» Problem to solve
Copy out the lines beginning at the one with "Describe the element at coordinates (109, 88)" and ending at the last line of the data, both included; pictures stay out.

» Given records
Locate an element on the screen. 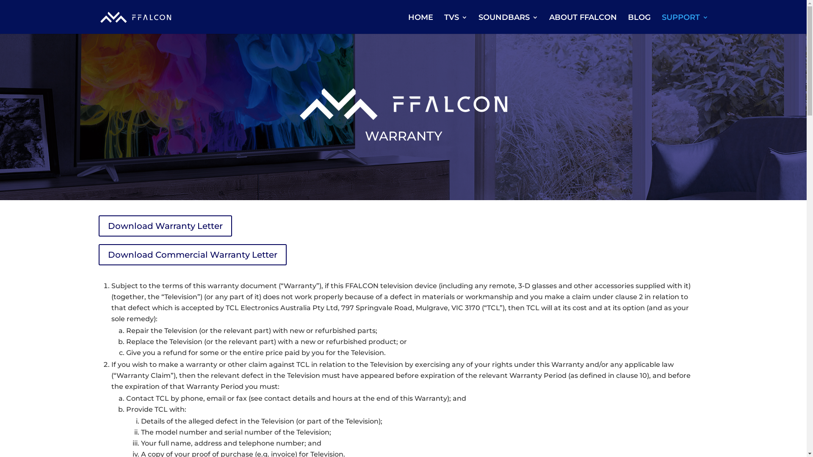 The height and width of the screenshot is (457, 813). TVS is located at coordinates (456, 24).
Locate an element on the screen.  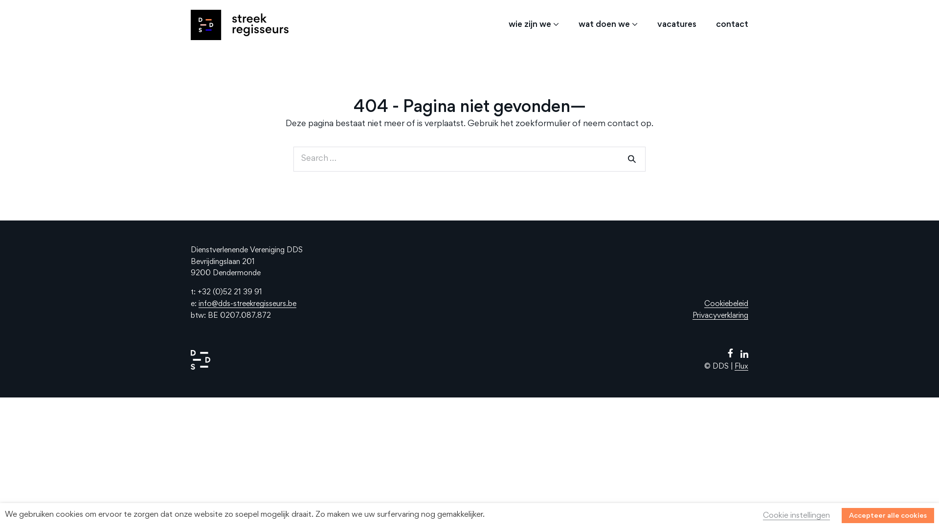
Facebook is located at coordinates (731, 354).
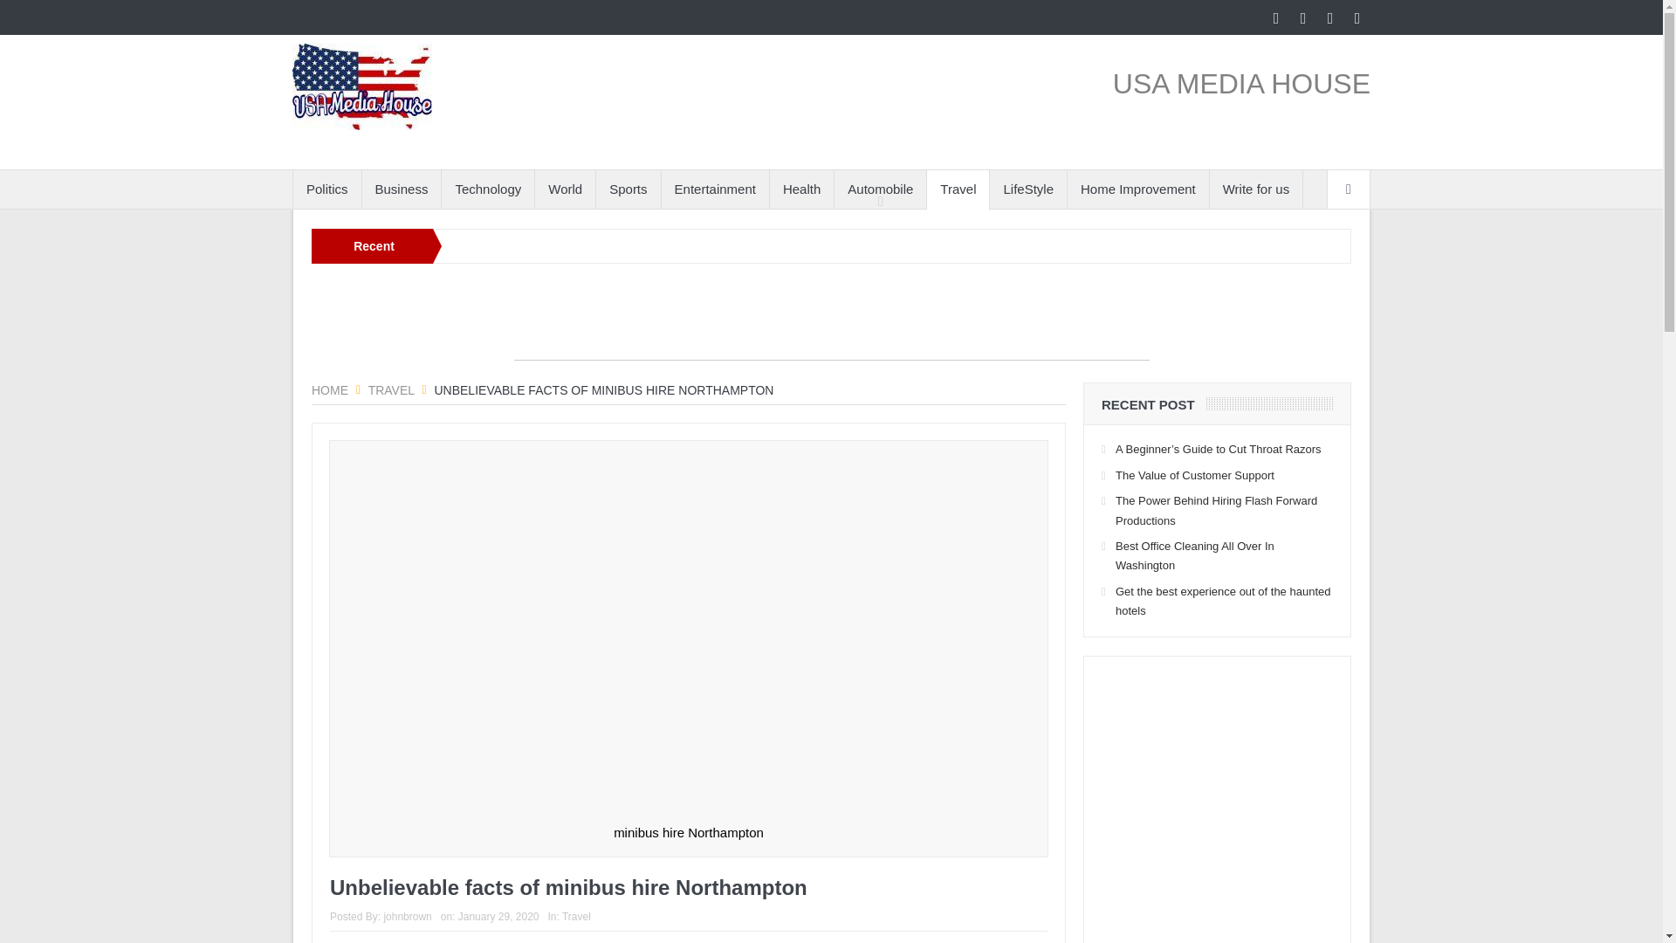 Image resolution: width=1676 pixels, height=943 pixels. Describe the element at coordinates (1255, 189) in the screenshot. I see `Write for us` at that location.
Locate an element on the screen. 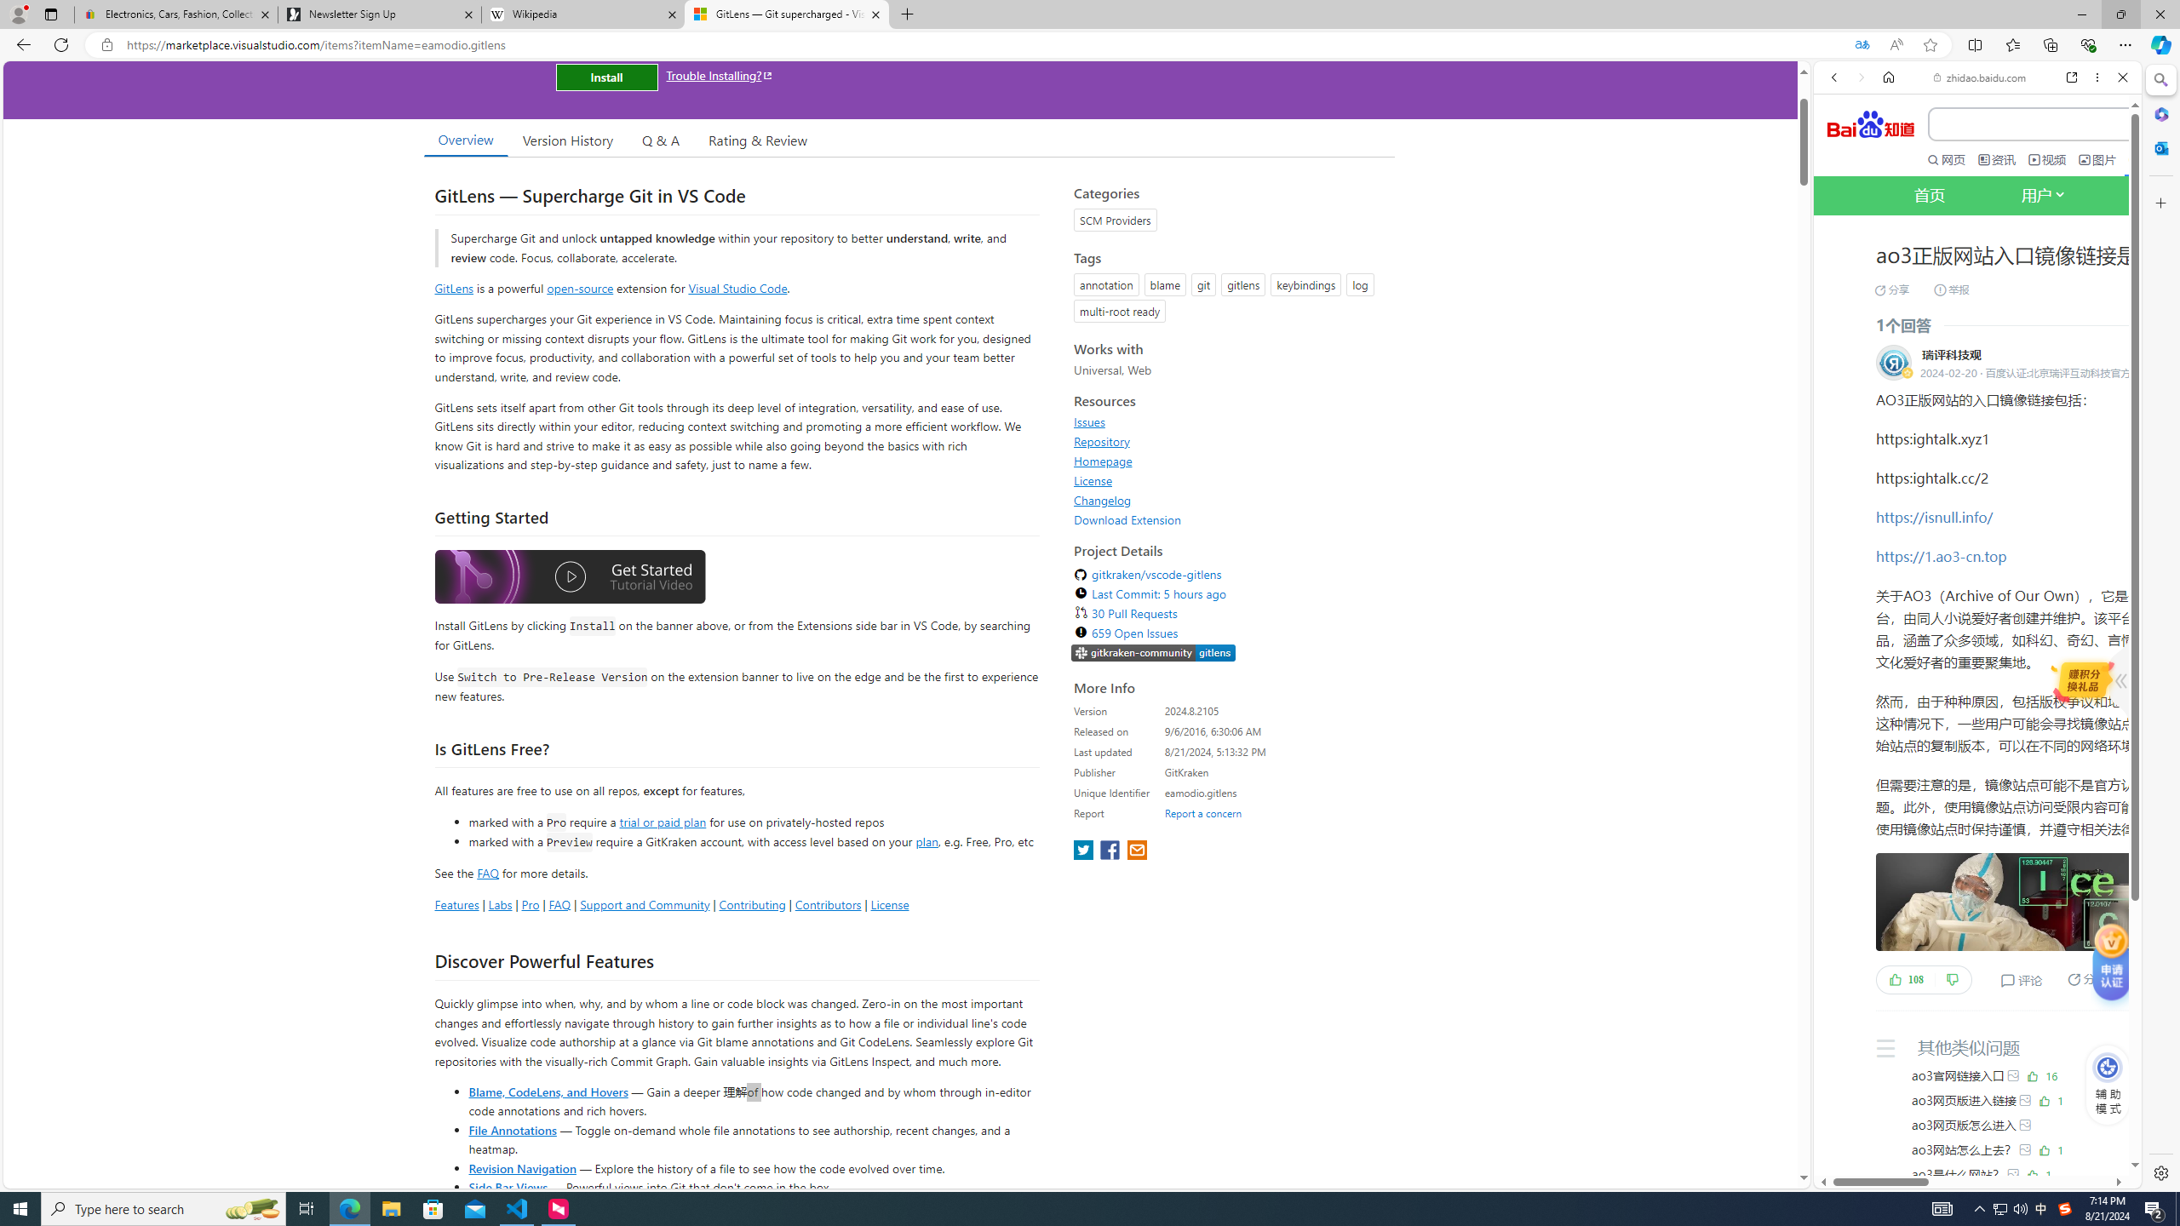 The height and width of the screenshot is (1226, 2180). Q & A is located at coordinates (661, 140).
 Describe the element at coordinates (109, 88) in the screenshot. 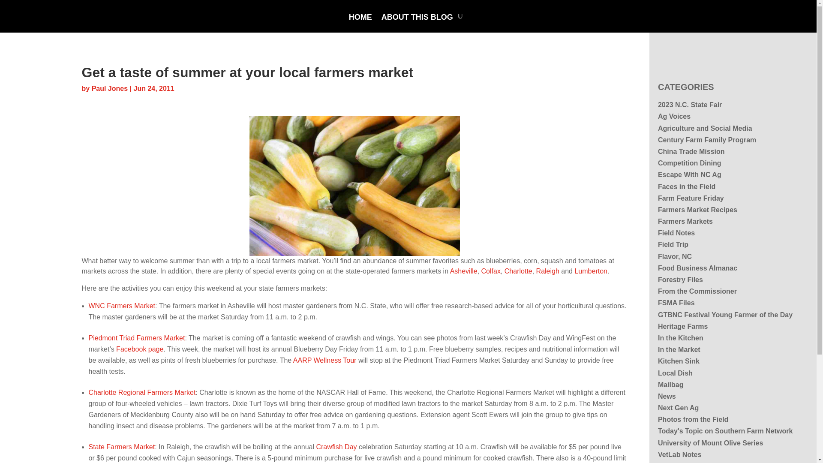

I see `Posts by Paul Jones` at that location.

» Response box
 Describe the element at coordinates (109, 88) in the screenshot. 

I see `Posts by Paul Jones` at that location.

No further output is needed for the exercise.